The connection between cinema and war goes back to the battlefields of the western front. The British propaganda film “The Battle of the Somme” first provided images from the trenches in 1916. War and the culture industry have always been mutually dependent—the stories, the tragedies, the technologies. This year, 36 years after the original – the first partnership between Hollywood and the US military in 1986, by the way – the action spectacle “Top Gun: Maverick” is being shown in Cannes. In the sequel, the boss remains anonymous for diplomatic and economic reasons.

Volodymyr Zelenskyj did not even mention the name of his adversary at the opening gala of the 75th Cannes Film Festival on Tuesday evening. “The dictator will not win!” was his message to the assembled glamor faction of world cinema. And he brought another job as a small gift via video link: “Hundreds of people are dying today. Will cinema be silent about this?”

Cannes did well to give the floor to the Ukrainian President at the opening – unlike the Academy a few months ago at the Oscars. Inviting Selenskyj to official receptions has recently felt a bit calculated: Of course, there is always a certain amount of glamor and glory that falls back on the hosts themselves. But there is hardly a better platform for the former actor and comedian, in front of colleagues, to appeal to the responsibility of the world public. to be a thorn in the flesh.

Selenskyj speaks for a long time on Tuesday, almost ten minutes, and one has to give the organizers credit for the fact that his surprise appearance is dramaturgically well placed. For years, films have been shown at the major festivals that have repeatedly brought to mind the situation in Ukraine after the annexation of Crimea and the war in the east. But how powerful is cinema today? Selenskyj is reminiscent of Chaplin’s “The Great Dictator”: a prophetic film at the time, in retrospect almost naive.

Where are the Chaplins of the present, when Europe’s internal stability is threatened again? The President thanks all Ukrainian filmmakers, but does not forget his Russian colleagues, who have been subjected to state reprisals for years. One of them, Kirill Serebrennikov, will present his new film on the Croisette this week. The speech is also so impressive because Zelenskyj calls for unity against a common enemy despite all the uncompromisingness.

But how can the transition to the celebratory part succeed after this speech, with a meta-zombie comedy that uses violence for comic effect? Michel Hazanavicius’ opening film “Coupez!” – very funny, very bloody, but also a lot of nonsense – seems all the more strange after Selenskyj’s appearance. But those are the contradictions that one has to endure this year between world politics and art cinema. In the end, Julianne Moore only has to officially open the festival.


[Work order]:
What lines below include the string "development"? Pick them out and copy them.

[Data records]:
☆ ☆ ☆ ☆
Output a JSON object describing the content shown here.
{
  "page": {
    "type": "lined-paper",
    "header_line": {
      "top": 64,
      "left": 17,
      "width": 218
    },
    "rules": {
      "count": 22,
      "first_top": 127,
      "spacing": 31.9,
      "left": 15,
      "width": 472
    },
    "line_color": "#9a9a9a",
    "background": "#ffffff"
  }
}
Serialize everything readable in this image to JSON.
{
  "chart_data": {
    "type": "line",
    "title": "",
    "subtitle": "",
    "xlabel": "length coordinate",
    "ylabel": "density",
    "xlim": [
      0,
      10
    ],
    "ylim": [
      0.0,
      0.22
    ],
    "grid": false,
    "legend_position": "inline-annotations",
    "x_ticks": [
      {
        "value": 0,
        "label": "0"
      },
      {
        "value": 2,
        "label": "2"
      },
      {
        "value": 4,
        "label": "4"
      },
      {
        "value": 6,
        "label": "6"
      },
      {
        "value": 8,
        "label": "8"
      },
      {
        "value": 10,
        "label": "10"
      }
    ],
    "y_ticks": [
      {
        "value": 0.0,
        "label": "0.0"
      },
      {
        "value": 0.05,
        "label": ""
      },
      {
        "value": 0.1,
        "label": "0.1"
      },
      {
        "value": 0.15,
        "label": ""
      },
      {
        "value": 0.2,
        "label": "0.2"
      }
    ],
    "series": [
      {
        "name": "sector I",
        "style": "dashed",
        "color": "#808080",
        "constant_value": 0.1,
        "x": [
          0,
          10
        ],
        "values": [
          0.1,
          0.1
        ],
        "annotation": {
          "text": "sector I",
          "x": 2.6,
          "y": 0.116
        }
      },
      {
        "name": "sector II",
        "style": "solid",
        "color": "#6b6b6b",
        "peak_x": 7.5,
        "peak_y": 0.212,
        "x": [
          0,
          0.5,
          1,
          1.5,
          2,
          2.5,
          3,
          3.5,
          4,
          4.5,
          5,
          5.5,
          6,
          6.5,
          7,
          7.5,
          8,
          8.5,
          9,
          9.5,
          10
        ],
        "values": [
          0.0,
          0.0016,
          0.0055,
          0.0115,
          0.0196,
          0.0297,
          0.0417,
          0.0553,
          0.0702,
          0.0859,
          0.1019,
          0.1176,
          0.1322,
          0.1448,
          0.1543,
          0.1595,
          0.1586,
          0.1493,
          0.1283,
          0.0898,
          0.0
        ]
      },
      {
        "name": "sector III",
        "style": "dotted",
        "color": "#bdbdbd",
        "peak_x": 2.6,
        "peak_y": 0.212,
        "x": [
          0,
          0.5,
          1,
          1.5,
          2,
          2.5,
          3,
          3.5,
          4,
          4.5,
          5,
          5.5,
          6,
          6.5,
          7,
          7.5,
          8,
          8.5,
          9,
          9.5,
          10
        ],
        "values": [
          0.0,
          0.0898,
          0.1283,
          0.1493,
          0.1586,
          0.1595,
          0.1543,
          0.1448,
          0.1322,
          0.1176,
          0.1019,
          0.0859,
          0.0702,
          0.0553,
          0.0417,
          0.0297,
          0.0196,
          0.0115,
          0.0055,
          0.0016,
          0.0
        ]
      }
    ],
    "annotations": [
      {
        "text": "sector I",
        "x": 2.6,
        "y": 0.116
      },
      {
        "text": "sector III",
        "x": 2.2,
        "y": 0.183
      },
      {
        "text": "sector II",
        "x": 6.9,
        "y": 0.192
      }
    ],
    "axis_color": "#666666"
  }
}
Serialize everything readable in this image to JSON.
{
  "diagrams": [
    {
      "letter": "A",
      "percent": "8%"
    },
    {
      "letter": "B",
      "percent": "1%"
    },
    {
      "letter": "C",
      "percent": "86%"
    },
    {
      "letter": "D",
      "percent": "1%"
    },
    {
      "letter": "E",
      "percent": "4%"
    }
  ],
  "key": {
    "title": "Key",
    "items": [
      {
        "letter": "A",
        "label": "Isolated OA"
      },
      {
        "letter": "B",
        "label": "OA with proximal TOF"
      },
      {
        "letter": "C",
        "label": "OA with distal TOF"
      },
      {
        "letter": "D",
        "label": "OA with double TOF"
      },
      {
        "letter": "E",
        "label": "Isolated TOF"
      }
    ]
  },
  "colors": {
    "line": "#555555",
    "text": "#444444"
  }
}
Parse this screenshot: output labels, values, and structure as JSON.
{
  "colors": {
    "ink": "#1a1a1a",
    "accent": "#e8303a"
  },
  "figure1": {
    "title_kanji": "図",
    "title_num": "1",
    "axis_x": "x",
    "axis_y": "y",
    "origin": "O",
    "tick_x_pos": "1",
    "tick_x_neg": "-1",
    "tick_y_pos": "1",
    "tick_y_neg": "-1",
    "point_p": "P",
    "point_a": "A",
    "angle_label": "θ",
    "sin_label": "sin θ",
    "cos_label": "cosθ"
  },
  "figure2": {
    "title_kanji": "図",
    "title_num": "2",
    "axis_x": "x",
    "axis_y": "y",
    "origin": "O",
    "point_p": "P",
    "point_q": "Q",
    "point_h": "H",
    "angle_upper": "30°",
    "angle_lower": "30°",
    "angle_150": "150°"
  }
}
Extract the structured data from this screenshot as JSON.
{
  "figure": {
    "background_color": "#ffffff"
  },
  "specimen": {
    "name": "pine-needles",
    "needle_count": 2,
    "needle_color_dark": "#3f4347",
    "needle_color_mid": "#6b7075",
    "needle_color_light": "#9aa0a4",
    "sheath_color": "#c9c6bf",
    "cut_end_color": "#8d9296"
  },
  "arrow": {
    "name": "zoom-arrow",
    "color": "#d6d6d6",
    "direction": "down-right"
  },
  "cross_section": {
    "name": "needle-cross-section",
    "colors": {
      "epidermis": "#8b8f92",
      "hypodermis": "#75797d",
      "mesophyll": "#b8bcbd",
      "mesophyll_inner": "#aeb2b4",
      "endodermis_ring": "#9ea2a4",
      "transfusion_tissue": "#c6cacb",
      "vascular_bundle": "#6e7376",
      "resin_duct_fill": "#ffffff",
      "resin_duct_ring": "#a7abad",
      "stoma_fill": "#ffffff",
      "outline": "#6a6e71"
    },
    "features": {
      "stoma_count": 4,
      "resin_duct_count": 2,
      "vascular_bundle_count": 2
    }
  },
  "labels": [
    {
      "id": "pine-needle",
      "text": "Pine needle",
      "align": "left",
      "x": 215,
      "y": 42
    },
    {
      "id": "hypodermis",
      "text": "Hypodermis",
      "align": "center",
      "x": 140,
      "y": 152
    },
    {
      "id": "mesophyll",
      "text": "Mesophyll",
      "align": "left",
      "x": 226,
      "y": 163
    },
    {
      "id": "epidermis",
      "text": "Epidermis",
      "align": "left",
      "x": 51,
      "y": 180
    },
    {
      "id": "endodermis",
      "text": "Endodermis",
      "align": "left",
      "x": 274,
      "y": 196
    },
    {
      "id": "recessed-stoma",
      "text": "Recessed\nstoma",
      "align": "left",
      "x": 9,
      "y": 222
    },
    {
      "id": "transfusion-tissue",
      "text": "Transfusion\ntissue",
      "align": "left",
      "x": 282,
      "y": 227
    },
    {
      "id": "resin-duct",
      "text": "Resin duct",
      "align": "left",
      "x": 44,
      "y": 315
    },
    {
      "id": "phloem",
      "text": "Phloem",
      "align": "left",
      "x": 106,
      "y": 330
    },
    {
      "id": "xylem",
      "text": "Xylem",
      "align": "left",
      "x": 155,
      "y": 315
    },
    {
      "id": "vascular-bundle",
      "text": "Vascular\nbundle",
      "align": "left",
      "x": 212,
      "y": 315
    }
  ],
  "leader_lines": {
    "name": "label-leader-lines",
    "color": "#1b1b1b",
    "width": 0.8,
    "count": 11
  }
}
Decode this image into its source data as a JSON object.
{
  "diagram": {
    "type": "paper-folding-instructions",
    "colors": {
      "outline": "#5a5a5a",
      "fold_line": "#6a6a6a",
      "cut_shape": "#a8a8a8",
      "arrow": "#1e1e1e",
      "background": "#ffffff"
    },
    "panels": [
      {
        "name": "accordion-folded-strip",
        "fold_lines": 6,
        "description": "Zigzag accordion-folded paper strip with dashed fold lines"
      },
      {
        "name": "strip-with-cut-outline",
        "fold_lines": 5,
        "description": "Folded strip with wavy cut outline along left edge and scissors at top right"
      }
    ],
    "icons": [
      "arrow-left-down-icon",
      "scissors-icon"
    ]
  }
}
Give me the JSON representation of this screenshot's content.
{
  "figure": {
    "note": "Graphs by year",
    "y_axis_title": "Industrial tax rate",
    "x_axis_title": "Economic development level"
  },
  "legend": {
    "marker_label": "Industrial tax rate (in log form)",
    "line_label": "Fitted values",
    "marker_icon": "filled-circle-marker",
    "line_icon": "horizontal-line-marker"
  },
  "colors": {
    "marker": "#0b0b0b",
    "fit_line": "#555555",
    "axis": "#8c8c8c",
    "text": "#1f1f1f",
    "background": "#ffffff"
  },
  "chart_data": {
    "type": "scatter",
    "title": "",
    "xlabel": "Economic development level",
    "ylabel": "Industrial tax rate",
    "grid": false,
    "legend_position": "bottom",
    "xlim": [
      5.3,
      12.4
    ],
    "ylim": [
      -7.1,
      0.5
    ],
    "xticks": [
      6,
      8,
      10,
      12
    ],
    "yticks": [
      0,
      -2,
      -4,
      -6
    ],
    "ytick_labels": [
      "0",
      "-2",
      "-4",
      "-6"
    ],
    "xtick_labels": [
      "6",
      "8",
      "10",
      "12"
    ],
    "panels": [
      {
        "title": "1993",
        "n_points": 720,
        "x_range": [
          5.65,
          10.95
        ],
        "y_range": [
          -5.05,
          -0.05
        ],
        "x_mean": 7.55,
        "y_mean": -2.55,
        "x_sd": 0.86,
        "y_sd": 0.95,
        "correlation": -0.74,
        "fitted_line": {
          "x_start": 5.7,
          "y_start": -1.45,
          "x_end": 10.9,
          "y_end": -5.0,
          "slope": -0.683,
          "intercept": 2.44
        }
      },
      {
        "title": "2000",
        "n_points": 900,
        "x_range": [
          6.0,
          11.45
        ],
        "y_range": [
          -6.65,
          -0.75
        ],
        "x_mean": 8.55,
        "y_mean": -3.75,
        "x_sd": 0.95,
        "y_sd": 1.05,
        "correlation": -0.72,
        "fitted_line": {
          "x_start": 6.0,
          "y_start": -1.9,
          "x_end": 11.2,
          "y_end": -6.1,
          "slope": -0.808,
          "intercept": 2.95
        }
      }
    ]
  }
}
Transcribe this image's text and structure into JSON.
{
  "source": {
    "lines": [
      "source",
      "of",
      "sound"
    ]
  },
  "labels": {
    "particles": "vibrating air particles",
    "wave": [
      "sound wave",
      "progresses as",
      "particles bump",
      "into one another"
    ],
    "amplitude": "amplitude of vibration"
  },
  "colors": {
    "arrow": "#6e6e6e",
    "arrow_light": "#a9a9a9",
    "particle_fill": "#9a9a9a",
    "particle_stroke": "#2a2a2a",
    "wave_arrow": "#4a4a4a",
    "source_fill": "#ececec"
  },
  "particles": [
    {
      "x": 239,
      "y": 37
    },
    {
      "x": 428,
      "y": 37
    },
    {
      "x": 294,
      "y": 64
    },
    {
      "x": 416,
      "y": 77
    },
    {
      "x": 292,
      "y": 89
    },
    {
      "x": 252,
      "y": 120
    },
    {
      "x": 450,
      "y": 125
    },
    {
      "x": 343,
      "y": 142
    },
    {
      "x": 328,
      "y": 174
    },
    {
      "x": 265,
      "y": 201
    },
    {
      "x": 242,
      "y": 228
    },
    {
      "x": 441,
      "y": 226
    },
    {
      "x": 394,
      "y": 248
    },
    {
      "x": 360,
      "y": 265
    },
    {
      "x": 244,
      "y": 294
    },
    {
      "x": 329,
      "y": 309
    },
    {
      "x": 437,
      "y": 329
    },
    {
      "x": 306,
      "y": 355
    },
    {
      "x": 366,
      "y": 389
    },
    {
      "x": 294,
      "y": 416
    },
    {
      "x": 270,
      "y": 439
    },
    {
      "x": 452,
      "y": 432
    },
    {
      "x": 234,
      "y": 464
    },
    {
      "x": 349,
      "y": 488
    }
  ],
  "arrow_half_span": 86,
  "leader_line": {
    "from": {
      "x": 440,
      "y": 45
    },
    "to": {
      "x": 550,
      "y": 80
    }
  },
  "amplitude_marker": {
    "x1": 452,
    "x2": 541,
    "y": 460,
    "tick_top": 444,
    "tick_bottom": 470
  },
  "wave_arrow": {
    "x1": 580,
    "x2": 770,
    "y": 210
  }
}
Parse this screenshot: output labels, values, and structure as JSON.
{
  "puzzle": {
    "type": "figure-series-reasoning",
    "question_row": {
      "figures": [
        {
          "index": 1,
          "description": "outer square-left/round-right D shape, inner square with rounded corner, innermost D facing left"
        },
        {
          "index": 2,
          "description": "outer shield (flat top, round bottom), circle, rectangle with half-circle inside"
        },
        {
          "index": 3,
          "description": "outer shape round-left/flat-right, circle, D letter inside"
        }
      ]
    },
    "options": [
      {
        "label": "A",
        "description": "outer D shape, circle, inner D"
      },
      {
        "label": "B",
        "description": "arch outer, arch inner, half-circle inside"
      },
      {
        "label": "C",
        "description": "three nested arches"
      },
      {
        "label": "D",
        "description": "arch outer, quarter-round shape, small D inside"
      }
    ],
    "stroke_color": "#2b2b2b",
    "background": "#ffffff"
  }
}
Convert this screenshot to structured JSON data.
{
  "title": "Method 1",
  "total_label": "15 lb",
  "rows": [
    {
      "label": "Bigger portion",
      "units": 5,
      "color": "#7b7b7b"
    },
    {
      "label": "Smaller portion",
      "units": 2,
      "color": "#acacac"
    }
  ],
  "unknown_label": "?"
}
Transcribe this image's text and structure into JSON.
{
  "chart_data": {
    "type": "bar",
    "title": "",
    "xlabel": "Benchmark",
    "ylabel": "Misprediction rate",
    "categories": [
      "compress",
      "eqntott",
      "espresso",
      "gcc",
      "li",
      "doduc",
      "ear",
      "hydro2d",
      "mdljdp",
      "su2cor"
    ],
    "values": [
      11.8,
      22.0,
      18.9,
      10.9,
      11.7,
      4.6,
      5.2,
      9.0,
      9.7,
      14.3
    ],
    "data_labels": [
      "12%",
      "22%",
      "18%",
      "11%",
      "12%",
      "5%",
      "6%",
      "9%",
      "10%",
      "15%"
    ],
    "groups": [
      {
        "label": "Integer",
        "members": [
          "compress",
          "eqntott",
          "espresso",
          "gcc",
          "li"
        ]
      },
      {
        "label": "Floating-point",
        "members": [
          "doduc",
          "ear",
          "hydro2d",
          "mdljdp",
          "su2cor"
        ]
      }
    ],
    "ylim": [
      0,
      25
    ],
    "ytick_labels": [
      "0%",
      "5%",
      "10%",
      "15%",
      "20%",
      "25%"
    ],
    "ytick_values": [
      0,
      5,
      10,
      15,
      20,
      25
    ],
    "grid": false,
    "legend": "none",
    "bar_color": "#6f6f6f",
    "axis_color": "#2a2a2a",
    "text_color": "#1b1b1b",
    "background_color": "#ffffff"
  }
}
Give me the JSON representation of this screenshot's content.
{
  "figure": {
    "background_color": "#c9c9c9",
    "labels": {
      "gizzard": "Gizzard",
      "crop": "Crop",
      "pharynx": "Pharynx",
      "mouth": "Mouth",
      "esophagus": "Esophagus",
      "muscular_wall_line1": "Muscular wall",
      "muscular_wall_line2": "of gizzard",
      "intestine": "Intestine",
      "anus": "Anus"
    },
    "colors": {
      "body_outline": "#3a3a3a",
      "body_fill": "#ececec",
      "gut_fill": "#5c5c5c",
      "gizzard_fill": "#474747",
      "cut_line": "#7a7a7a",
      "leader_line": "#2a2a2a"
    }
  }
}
☆ ☆ ☆ ☆
[Answer space]:
    "x_axis_title": "Economic development level"
    "xlabel": "Economic development level",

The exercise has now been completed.